The aim will be to exhibit modes of economizing labor, time, and expenses, so as to secure health, thrift, and domestic happiness to persons of limited means, in a measure rarely attained even by those who possess wealth.

"How can you think of such a thing, aunt?" said she at last, "a man with such a bad reputation, who writes books that one hardly dares read, and plays that it's almost a sin to witness! Did you not hear Madame de Pontivers say that a young woman who cared for her reputation would permit his visits very rarely?"

Yes, you are quite right; my time is fully taken up by cases in the Centumviral Court, but they give me more worry than pleasure, for most of them are of a minor and unimportant character. Only rarely does a case crop up that can be described as a cause celebre, owing either to the distinguished position of the persons in the suit or to the magnitude of the interests involved.

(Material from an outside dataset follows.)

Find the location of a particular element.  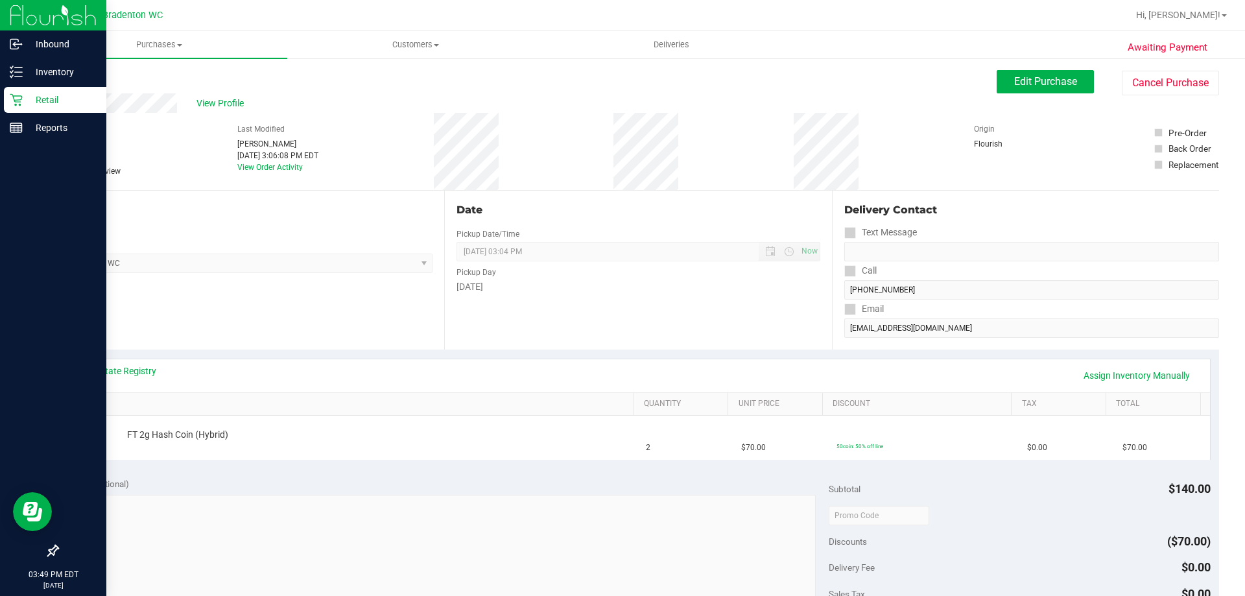

label: Email is located at coordinates (864, 309).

The number of servants was great, many of them serving for no other purpose than to increase the number, and this calling was part of the luxury of the noblemen. The house of the seigneur was sometimes of brick, rarely of stone, generally of wood, all were covered with copper plates or with iron, painted red or green. The magazines were mostly stone buildings, on account of the danger of fire.

There was a continual play of lambent fire about his eyes, which gave promise of either pathos or humour whenever he essayed to speak, and that promise was rarely broken. There was a gentle play about his mouth which declared that his wit never descended to sarcasm, and that there was no ill-nature in his repartee. Mr.

Rarely has a more terrible epigram been spoken by man than the royal words which constituted the whole trial and sentence of the Chief Justice of Arragon, for the crime of defending the law of his country: "You will take John of Lanuza, and you will have his head cut off." This was the end of the magistrate and of the constitution which he had defended. His power, was unlimited.